Notably I don't disagree with the idea of abolishing leap seconds, but I also don't think it's entirely agreeable to have the world's timekeeping standards changed solely because of engineering needs with regards to Unix time. In my opinion it's somewhat silly to have the timekeeping standard of the world changed because someone at Bell labs made an unfortunate design decision regarding Unix time, rather than changing Unix time itself.

> I hope that you will agree that this is not that much more complicated.

Sorry, but I do not agree. The current Unix time API is good enough. Especially with the leap seconds gone. We need no more complication by innovation here.

Any extensions inevitable lead to a lot of people starting to use those additional APIs, others trying to fix old code to use new APIs, and a few will start religiously fighting for the use of the new 'right' API. Software that handles time would be more diverse. And you will never live to see that old API gone anyway, because we don't know where it hides, so in the future, we would have to deal with bugs in the (mis)usage of more APIs.
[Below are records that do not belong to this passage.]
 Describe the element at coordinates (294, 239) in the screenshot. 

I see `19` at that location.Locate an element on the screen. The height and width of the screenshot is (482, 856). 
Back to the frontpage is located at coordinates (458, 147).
> In my opinion it's somewhat silly to have the timekeeping standard of the world changed because someone at Bell labs made an unfortunate design decision regarding Unix time, rather than changing Unix time itself.

Well, maybe it is silly. But that's really irrelevant. Don't be stubborn to insist on API changes/extensions, because you think a past decision was wrong. You can't change reality anyway: the vastly bigger problem is changing Unix time, because code is written and is running in critical systems.

And because leap seconds were inserted manually anyway, we already have a solution that works: don't insert any more leap second manually.

Also note that the danger was to do something new: remove a second. That is a very dangerous experiment. E.g., the German DCF77 cannot even announce that (I think the UK and US time signals can, IIRC -- I am not sure about Japan and the other time signals). Of course you could start to postulate we need a new time signal format in Germany (and effectively half of Europe) to fix that, but that is just a much more dangerous approach.